Thai Massage - Nuad Thai Boran
Traditional Thai Massage (Nuad Thai Boran) is a dynamic healing art which has grown up organically with the peoples of Thailand. The Father Doctor of Thai Medicine and the Healing Arts is Jivaka Kormarpaaj, or Komarabhacca. The story of his birth is similar to that of Moses being set adrift down the river in a reed basket as an unwanted offspring within the court. He learned the healing arts while apprenticing as a young man in Taxila, India and went on to administer personally to the needs of the Buddha. Each day Nuad Thai practitioners pray to Jivaka for blessings and to act as an intermediary for divine intervention in their massage work. The spiritual component in Nuad Thai is strong. Jivaka is credited with bringing this wisdom to Siam from India. As Thailand changed greatly over the 20th century, the healing arts remained preserved within the temples and within the villages amongst its people. No westerner was admitted to learn traditional Thai healing practices until perhaps the 1980s. What had been preserved was an organic form within the villages. Amongst the temples and within the royalty different forms of Nuad Thai were preserved. The royalty, of course, being more refined in its courteous behavior and its utmost care not to offend is a less personal and less spiritual form of Nuad Thai. Although, whatever has survived of the principles of Thai medical theory may be found within the court. Some of what is taught in schools in Thailand today is influenced by this tradition. Within the temples, or wat, the healing arts were practiced and passed on by the buddhist monks. In this form the meditative aspect of Nuad Thai was kept alive and deepened. The spiritual healing of Thailand is vast and diverse. Many aspects of Buddhism has blended with indigenous culture in a beautiful alchemy of spiritual healing. When one looks to the farming villages or the hill tribes of northern Thailand there is a sense of rootedness to the earth, connection to family and quiet humility. Profound in their subtle ease within the healing arts - Nuad Thai, Thai herbal healing, Spiritual healing in the form of prayer, ceremony, ritual - the farmers and hilltribesmen connect the people to the land through culture like a spider's web seemingly woven haphazardly across the tapestry of northern Thailand.

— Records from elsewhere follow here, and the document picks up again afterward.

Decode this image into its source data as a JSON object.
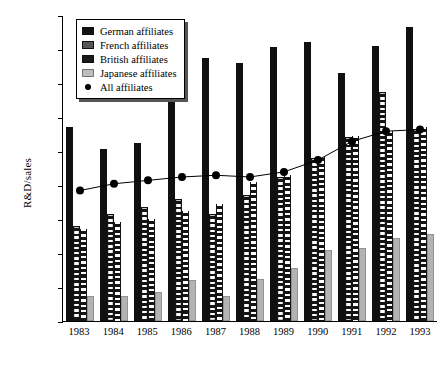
{
  "chart_data": {
    "type": "bar",
    "title": "",
    "xlabel": "",
    "ylabel": "R&D/sales",
    "categories": [
      "1983",
      "1984",
      "1985",
      "1986",
      "1987",
      "1988",
      "1989",
      "1990",
      "1991",
      "1992",
      "1993"
    ],
    "ylim": [
      0,
      1.8
    ],
    "ytick_values": [
      0,
      0.2,
      0.4,
      0.6,
      0.8,
      1.0,
      1.2,
      1.4,
      1.6,
      1.8
    ],
    "ytick_labels": [
      "0.00%",
      "0.20%",
      "0.40%",
      "0.60%",
      "0.80%",
      "1.00%",
      "1.20%",
      "1.40%",
      "1.60%",
      "1.80%"
    ],
    "grid": false,
    "legend_position": "top-left",
    "units": "percent",
    "series": [
      {
        "name": "German affiliates",
        "type": "bar",
        "values": [
          1.14,
          1.01,
          1.05,
          1.34,
          1.55,
          1.52,
          1.61,
          1.64,
          1.46,
          1.62,
          1.73
        ]
      },
      {
        "name": "French affiliates",
        "type": "bar",
        "values": [
          0.56,
          0.63,
          0.67,
          0.72,
          0.63,
          0.74,
          0.85,
          0.96,
          1.08,
          1.35,
          1.13
        ]
      },
      {
        "name": "British affiliates",
        "type": "bar",
        "values": [
          0.54,
          0.58,
          0.6,
          0.65,
          0.69,
          0.82,
          0.86,
          0.97,
          1.09,
          1.12,
          1.14
        ]
      },
      {
        "name": "Japanese affiliates",
        "type": "bar",
        "values": [
          0.15,
          0.15,
          0.17,
          0.24,
          0.15,
          0.25,
          0.31,
          0.42,
          0.43,
          0.49,
          0.51
        ]
      },
      {
        "name": "All affiliates",
        "type": "line",
        "values": [
          0.77,
          0.81,
          0.83,
          0.85,
          0.86,
          0.85,
          0.88,
          0.95,
          1.06,
          1.12,
          1.13
        ]
      }
    ]
  },
  "legend": {
    "items": [
      {
        "label": "German affiliates",
        "swatch": "german-swatch"
      },
      {
        "label": "French affiliates",
        "swatch": "french-swatch"
      },
      {
        "label": "British affiliates",
        "swatch": "british-swatch"
      },
      {
        "label": "Japanese affiliates",
        "swatch": "japanese-swatch"
      },
      {
        "label": "All affiliates",
        "swatch": "all-affiliates-marker"
      }
    ]
  },
  "colors": {
    "german": "#101010",
    "french": "#141414",
    "british": "#141414",
    "japanese": "#b3b3b3",
    "line": "#000000",
    "axis": "#000000",
    "background": "#ffffff"
  }
}
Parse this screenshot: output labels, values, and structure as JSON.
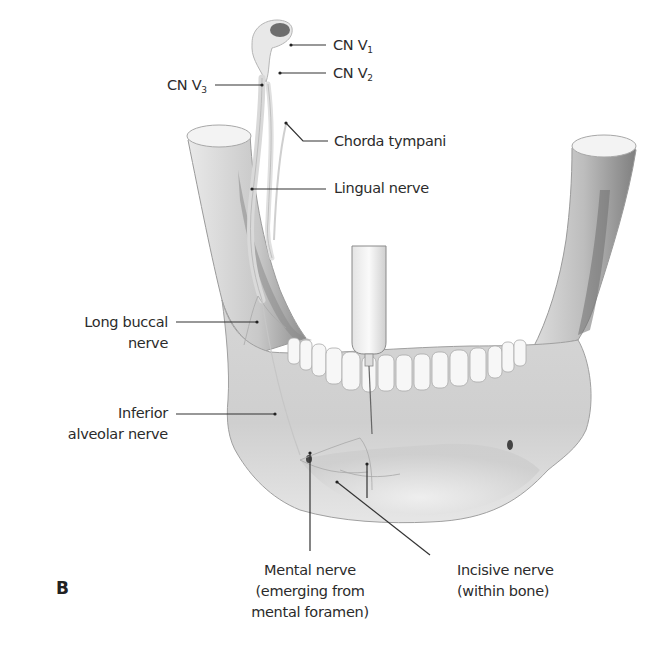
{
  "figure": {
    "panel_letter": "B",
    "labels": {
      "cn_v1": {
        "text": "CN V",
        "sub": "1"
      },
      "cn_v2": {
        "text": "CN V",
        "sub": "2"
      },
      "cn_v3": {
        "text": "CN V",
        "sub": "3"
      },
      "chorda_tympani": "Chorda tympani",
      "lingual_nerve": "Lingual nerve",
      "long_buccal_nerve": {
        "line1": "Long buccal",
        "line2": "nerve"
      },
      "inferior_alveolar_nerve": {
        "line1": "Inferior",
        "line2": "alveolar nerve"
      },
      "mental_nerve": {
        "line1": "Mental nerve",
        "line2": "(emerging from",
        "line3": "mental foramen)"
      },
      "incisive_nerve": {
        "line1": "Incisive nerve",
        "line2": "(within bone)"
      }
    },
    "colors": {
      "background": "#ffffff",
      "label_text": "#2b2b2b",
      "leader_line": "#333333",
      "bone_light": "#ececec",
      "bone_shade": "#b9b9b9",
      "bone_dark": "#8c8c8c"
    }
  }
}
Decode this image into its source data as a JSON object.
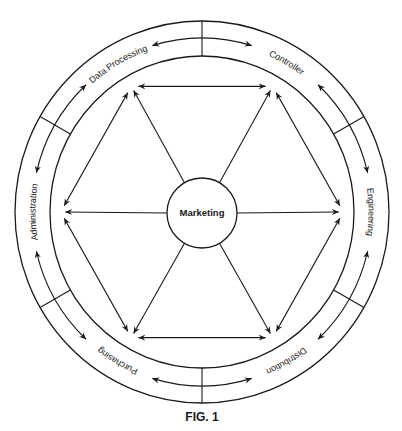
{
  "figure": {
    "caption": "FIG. 1",
    "center_label": "Marketing",
    "segments": [
      {
        "label": "Data Processing",
        "angle": 120
      },
      {
        "label": "Controller",
        "angle": 60
      },
      {
        "label": "Engineering",
        "angle": 0
      },
      {
        "label": "Distribution",
        "angle": -60
      },
      {
        "label": "Purchasing",
        "angle": -120
      },
      {
        "label": "Administration",
        "angle": 180
      }
    ],
    "divider_angles": [
      90,
      30,
      -30,
      -90,
      -150,
      150
    ],
    "colors": {
      "stroke": "#1a1a1a",
      "background": "#ffffff"
    }
  },
  "geometry": {
    "cx": 202,
    "cy": 212,
    "outer_rx": 187,
    "outer_ry": 191,
    "inner_rx": 152,
    "inner_ry": 156,
    "track_rx": 170,
    "track_ry": 174,
    "hub_r": 35
  }
}
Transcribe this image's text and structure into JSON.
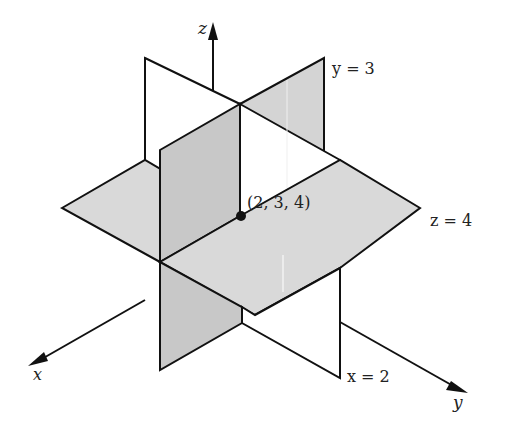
{
  "diagram": {
    "colors": {
      "background": "#ffffff",
      "stroke": "#111111",
      "plane_fill_light": "#d9d9d9",
      "plane_fill_dark": "#c6c6c6",
      "plane_fill_white": "#ffffff"
    },
    "axes": {
      "x_label": "x",
      "y_label": "y",
      "z_label": "z"
    },
    "planes": [
      {
        "id": "x2",
        "equation": "x = 2",
        "label": "x = 2"
      },
      {
        "id": "y3",
        "equation": "y = 3",
        "label": "y = 3"
      },
      {
        "id": "z4",
        "equation": "z = 4",
        "label": "z = 4"
      }
    ],
    "point": {
      "label": "(2, 3, 4)",
      "coords": [
        2,
        3,
        4
      ]
    }
  }
}
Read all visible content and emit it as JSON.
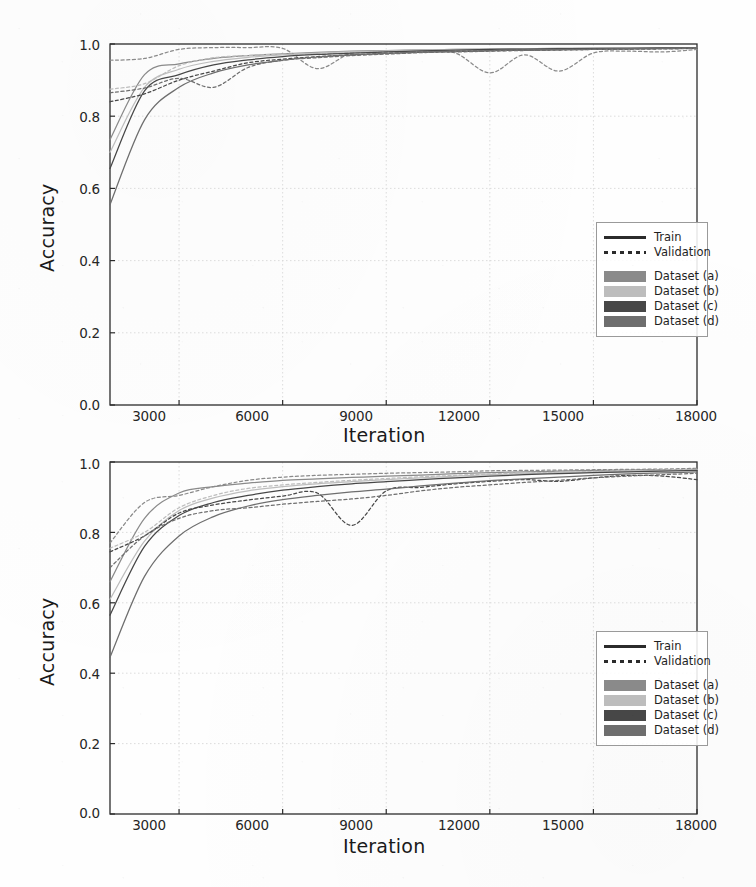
{
  "figure": {
    "panels": [
      "top",
      "bottom"
    ],
    "background_color": "#fefefe",
    "axis_color": "#2b2b2b",
    "grid_color": "#d8d8d8"
  },
  "legend": {
    "style_entries": [
      {
        "label": "Train",
        "key": "solid-line",
        "color": "#2b2b2b"
      },
      {
        "label": "Validation",
        "key": "dotted-line",
        "color": "#2b2b2b"
      }
    ],
    "dataset_entries": [
      {
        "label": "Dataset (a)",
        "color": "#8a8a8a"
      },
      {
        "label": "Dataset (b)",
        "color": "#bdbdbd"
      },
      {
        "label": "Dataset (c)",
        "color": "#474747"
      },
      {
        "label": "Dataset (d)",
        "color": "#6e6e6e"
      }
    ]
  },
  "chart_data": [
    {
      "type": "line",
      "panel": "top",
      "title": "",
      "xlabel": "Iteration",
      "ylabel": "Accuracy",
      "xlim": [
        1000,
        18000
      ],
      "ylim": [
        0.0,
        1.0
      ],
      "xticks": [
        3000,
        6000,
        9000,
        12000,
        15000,
        18000
      ],
      "xtick_labels": [
        "3000",
        "6000",
        "9000",
        "12000",
        "15000",
        "18000"
      ],
      "yticks": [
        0.0,
        0.2,
        0.4,
        0.6,
        0.8,
        1.0
      ],
      "ytick_labels": [
        "0.0",
        "0.2",
        "0.4",
        "0.6",
        "0.8",
        "1.0"
      ],
      "grid": true,
      "legend_position": "lower right",
      "x": [
        1000,
        2000,
        3000,
        4000,
        5000,
        6000,
        7000,
        8000,
        9000,
        10000,
        11000,
        12000,
        13000,
        14000,
        15000,
        16000,
        17000,
        18000
      ],
      "series": [
        {
          "name": "Dataset (a) Train",
          "dataset": "Dataset (a)",
          "split": "Train",
          "style": "solid",
          "color": "#8a8a8a",
          "values": [
            0.735,
            0.915,
            0.945,
            0.96,
            0.968,
            0.973,
            0.977,
            0.98,
            0.982,
            0.984,
            0.985,
            0.986,
            0.987,
            0.988,
            0.988,
            0.989,
            0.989,
            0.99
          ]
        },
        {
          "name": "Dataset (a) Validation",
          "dataset": "Dataset (a)",
          "split": "Validation",
          "style": "dotted",
          "color": "#8a8a8a",
          "values": [
            0.955,
            0.96,
            0.985,
            0.99,
            0.99,
            0.988,
            0.932,
            0.975,
            0.978,
            0.98,
            0.975,
            0.92,
            0.97,
            0.925,
            0.975,
            0.98,
            0.978,
            0.985
          ]
        },
        {
          "name": "Dataset (b) Train",
          "dataset": "Dataset (b)",
          "split": "Train",
          "style": "solid",
          "color": "#bdbdbd",
          "values": [
            0.7,
            0.88,
            0.93,
            0.952,
            0.963,
            0.97,
            0.975,
            0.979,
            0.981,
            0.983,
            0.985,
            0.986,
            0.987,
            0.988,
            0.988,
            0.989,
            0.989,
            0.99
          ]
        },
        {
          "name": "Dataset (b) Validation",
          "dataset": "Dataset (b)",
          "split": "Validation",
          "style": "dotted",
          "color": "#bdbdbd",
          "values": [
            0.875,
            0.89,
            0.94,
            0.962,
            0.968,
            0.972,
            0.972,
            0.976,
            0.978,
            0.98,
            0.981,
            0.982,
            0.983,
            0.984,
            0.985,
            0.986,
            0.986,
            0.987
          ]
        },
        {
          "name": "Dataset (c) Train",
          "dataset": "Dataset (c)",
          "split": "Train",
          "style": "solid",
          "color": "#474747",
          "values": [
            0.655,
            0.87,
            0.915,
            0.942,
            0.956,
            0.965,
            0.971,
            0.975,
            0.978,
            0.981,
            0.983,
            0.985,
            0.986,
            0.987,
            0.988,
            0.988,
            0.989,
            0.989
          ]
        },
        {
          "name": "Dataset (c) Validation",
          "dataset": "Dataset (c)",
          "split": "Validation",
          "style": "dotted",
          "color": "#474747",
          "values": [
            0.84,
            0.862,
            0.9,
            0.925,
            0.948,
            0.958,
            0.965,
            0.97,
            0.974,
            0.977,
            0.979,
            0.981,
            0.983,
            0.984,
            0.985,
            0.986,
            0.987,
            0.988
          ]
        },
        {
          "name": "Dataset (d) Train",
          "dataset": "Dataset (d)",
          "split": "Train",
          "style": "solid",
          "color": "#6e6e6e",
          "values": [
            0.555,
            0.79,
            0.88,
            0.92,
            0.942,
            0.955,
            0.964,
            0.97,
            0.974,
            0.978,
            0.98,
            0.982,
            0.984,
            0.985,
            0.986,
            0.987,
            0.988,
            0.989
          ]
        },
        {
          "name": "Dataset (d) Validation",
          "dataset": "Dataset (d)",
          "split": "Validation",
          "style": "dotted",
          "color": "#6e6e6e",
          "values": [
            0.865,
            0.878,
            0.905,
            0.88,
            0.935,
            0.955,
            0.962,
            0.968,
            0.972,
            0.976,
            0.978,
            0.98,
            0.982,
            0.983,
            0.985,
            0.986,
            0.987,
            0.988
          ]
        }
      ]
    },
    {
      "type": "line",
      "panel": "bottom",
      "title": "",
      "xlabel": "Iteration",
      "ylabel": "Accuracy",
      "xlim": [
        1000,
        18000
      ],
      "ylim": [
        0.0,
        1.0
      ],
      "xticks": [
        3000,
        6000,
        9000,
        12000,
        15000,
        18000
      ],
      "xtick_labels": [
        "3000",
        "6000",
        "9000",
        "12000",
        "15000",
        "18000"
      ],
      "yticks": [
        0.0,
        0.2,
        0.4,
        0.6,
        0.8,
        1.0
      ],
      "ytick_labels": [
        "0.0",
        "0.2",
        "0.4",
        "0.6",
        "0.8",
        "1.0"
      ],
      "grid": true,
      "legend_position": "lower right",
      "x": [
        1000,
        2000,
        3000,
        4000,
        5000,
        6000,
        7000,
        8000,
        9000,
        10000,
        11000,
        12000,
        13000,
        14000,
        15000,
        16000,
        17000,
        18000
      ],
      "series": [
        {
          "name": "Dataset (a) Train",
          "dataset": "Dataset (a)",
          "split": "Train",
          "style": "solid",
          "color": "#8a8a8a",
          "values": [
            0.66,
            0.84,
            0.912,
            0.93,
            0.94,
            0.948,
            0.952,
            0.956,
            0.96,
            0.963,
            0.967,
            0.97,
            0.972,
            0.974,
            0.976,
            0.977,
            0.978,
            0.98
          ]
        },
        {
          "name": "Dataset (a) Validation",
          "dataset": "Dataset (a)",
          "split": "Validation",
          "style": "dotted",
          "color": "#8a8a8a",
          "values": [
            0.77,
            0.885,
            0.905,
            0.93,
            0.948,
            0.957,
            0.962,
            0.965,
            0.968,
            0.97,
            0.972,
            0.975,
            0.976,
            0.977,
            0.978,
            0.979,
            0.98,
            0.982
          ]
        },
        {
          "name": "Dataset (b) Train",
          "dataset": "Dataset (b)",
          "split": "Train",
          "style": "solid",
          "color": "#bdbdbd",
          "values": [
            0.61,
            0.775,
            0.862,
            0.898,
            0.918,
            0.93,
            0.938,
            0.944,
            0.95,
            0.955,
            0.96,
            0.964,
            0.967,
            0.97,
            0.972,
            0.974,
            0.976,
            0.978
          ]
        },
        {
          "name": "Dataset (b) Validation",
          "dataset": "Dataset (b)",
          "split": "Validation",
          "style": "dotted",
          "color": "#bdbdbd",
          "values": [
            0.755,
            0.8,
            0.87,
            0.905,
            0.925,
            0.935,
            0.942,
            0.948,
            0.953,
            0.958,
            0.962,
            0.966,
            0.969,
            0.971,
            0.973,
            0.975,
            0.977,
            0.979
          ]
        },
        {
          "name": "Dataset (c) Train",
          "dataset": "Dataset (c)",
          "split": "Train",
          "style": "solid",
          "color": "#474747",
          "values": [
            0.565,
            0.76,
            0.848,
            0.885,
            0.905,
            0.92,
            0.93,
            0.938,
            0.944,
            0.95,
            0.955,
            0.96,
            0.964,
            0.967,
            0.97,
            0.972,
            0.974,
            0.976
          ]
        },
        {
          "name": "Dataset (c) Validation",
          "dataset": "Dataset (c)",
          "split": "Validation",
          "style": "dotted",
          "color": "#474747",
          "values": [
            0.745,
            0.79,
            0.855,
            0.878,
            0.892,
            0.903,
            0.912,
            0.82,
            0.918,
            0.928,
            0.938,
            0.945,
            0.95,
            0.945,
            0.955,
            0.962,
            0.96,
            0.95
          ]
        },
        {
          "name": "Dataset (d) Train",
          "dataset": "Dataset (d)",
          "split": "Train",
          "style": "solid",
          "color": "#6e6e6e",
          "values": [
            0.445,
            0.675,
            0.79,
            0.845,
            0.875,
            0.893,
            0.905,
            0.915,
            0.923,
            0.932,
            0.94,
            0.947,
            0.952,
            0.957,
            0.962,
            0.966,
            0.969,
            0.972
          ]
        },
        {
          "name": "Dataset (d) Validation",
          "dataset": "Dataset (d)",
          "split": "Validation",
          "style": "dotted",
          "color": "#6e6e6e",
          "values": [
            0.7,
            0.79,
            0.84,
            0.862,
            0.87,
            0.88,
            0.888,
            0.895,
            0.905,
            0.918,
            0.928,
            0.935,
            0.942,
            0.948,
            0.955,
            0.96,
            0.964,
            0.968
          ]
        }
      ]
    }
  ]
}
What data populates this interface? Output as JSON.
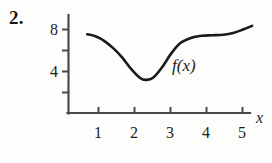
{
  "problem": {
    "number": "2."
  },
  "figure": {
    "curve_label": "f(x)",
    "axis_label_x": "x",
    "axis_color": "#4a4a4a",
    "curve_color": "#1a1a1a",
    "background": "#fdfdfc"
  },
  "chart_data": {
    "type": "line",
    "title": "",
    "subtitle": "",
    "xlabel": "x",
    "ylabel": "",
    "annotations": [
      "f(x)"
    ],
    "legend": [],
    "legend_position": "none",
    "grid": false,
    "xlim": [
      0,
      5.6
    ],
    "ylim": [
      0,
      9.4
    ],
    "xticks": [
      1,
      2,
      3,
      4,
      5
    ],
    "xtick_labels": [
      "1",
      "2",
      "3",
      "4",
      "5"
    ],
    "yticks": [
      2,
      4,
      6,
      8
    ],
    "ytick_labels": [
      "",
      "4",
      "",
      "8"
    ],
    "ytick_labels_shown": [
      "4",
      "8"
    ],
    "series": [
      {
        "name": "f(x)",
        "x": [
          0.52,
          0.75,
          1.0,
          1.25,
          1.5,
          1.75,
          2.0,
          2.15,
          2.35,
          2.6,
          2.85,
          3.1,
          3.4,
          3.7,
          4.0,
          4.3,
          4.6,
          4.85,
          5.1
        ],
        "y": [
          7.55,
          7.35,
          6.9,
          6.2,
          5.3,
          4.2,
          3.35,
          3.2,
          3.4,
          4.4,
          5.7,
          6.7,
          7.2,
          7.4,
          7.45,
          7.5,
          7.7,
          8.0,
          8.35
        ]
      }
    ]
  }
}
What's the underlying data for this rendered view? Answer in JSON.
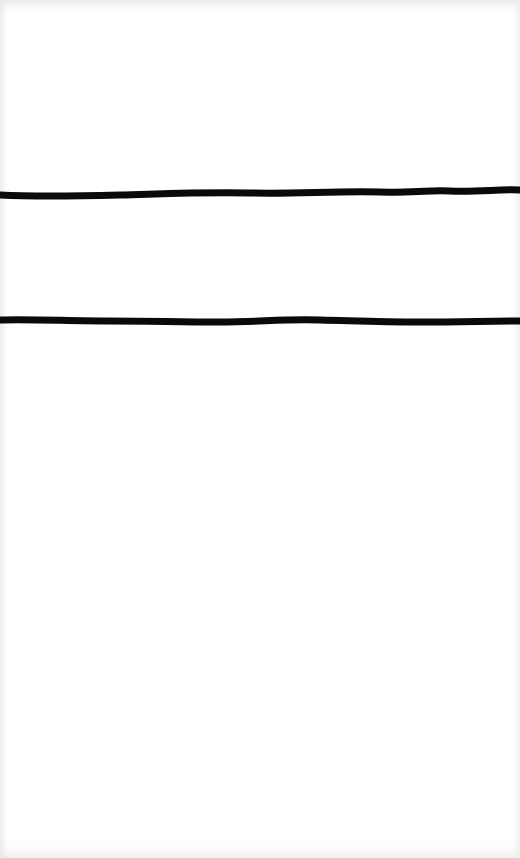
{
  "sheet": {
    "background": "#ffffff",
    "strokes": [
      {
        "name": "upper-line",
        "top": 180,
        "color": "#0a0a0a"
      },
      {
        "name": "lower-line",
        "top": 308,
        "color": "#0a0a0a"
      }
    ]
  }
}
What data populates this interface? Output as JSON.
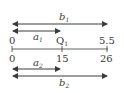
{
  "diagram": {
    "type": "number-line-comparison",
    "colors": {
      "line": "#3a3a3a",
      "text": "#3a3a3a",
      "background": "#ffffff"
    },
    "top_arrows": [
      {
        "id": "b1",
        "var": "b",
        "sub": "1",
        "from": 0,
        "to": "5.5"
      },
      {
        "id": "a1",
        "var": "a",
        "sub": "1",
        "from": 0,
        "to": "Q1"
      }
    ],
    "top_scale": {
      "left": "0",
      "mid_var": "Q",
      "mid_sub": "1",
      "right": "5.5"
    },
    "bottom_scale": {
      "left": "0",
      "mid": "15",
      "right": "26"
    },
    "bottom_arrows": [
      {
        "id": "a2",
        "var": "a",
        "sub": "2",
        "from": 0,
        "to": 15
      },
      {
        "id": "b2",
        "var": "b",
        "sub": "2",
        "from": 0,
        "to": 26
      }
    ]
  }
}
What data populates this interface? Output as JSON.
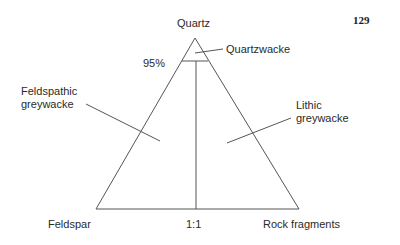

Today many Westerners, or farang, have becomed skilled in the healing traditions of Thailand, particularly Nuad Thai or traditional massage. Primarily concerned with promoting harmony (physical, mental and spiritual) within the human being Nuad Thai is truly holistic. It has been pointed out that Nuad Thai is helpful in stimulating lymph flow, loosening stiff joints, helping acute injuries heal more readily, promoting relaxation, ease and a calm mind, relieving pain from chronic injuries, and so on . . . Thai massage is still relatively marginal in its notoriety in the US, but has been gaining in appeal and recognition the more educated and effective its western practitioners become and the western mind opens more gracefully to a holistic practice. I recommend to seek out a local practitioner and spend a couple of hours receiving some of Thailand's ancient healing art, Nuad Thai Boran.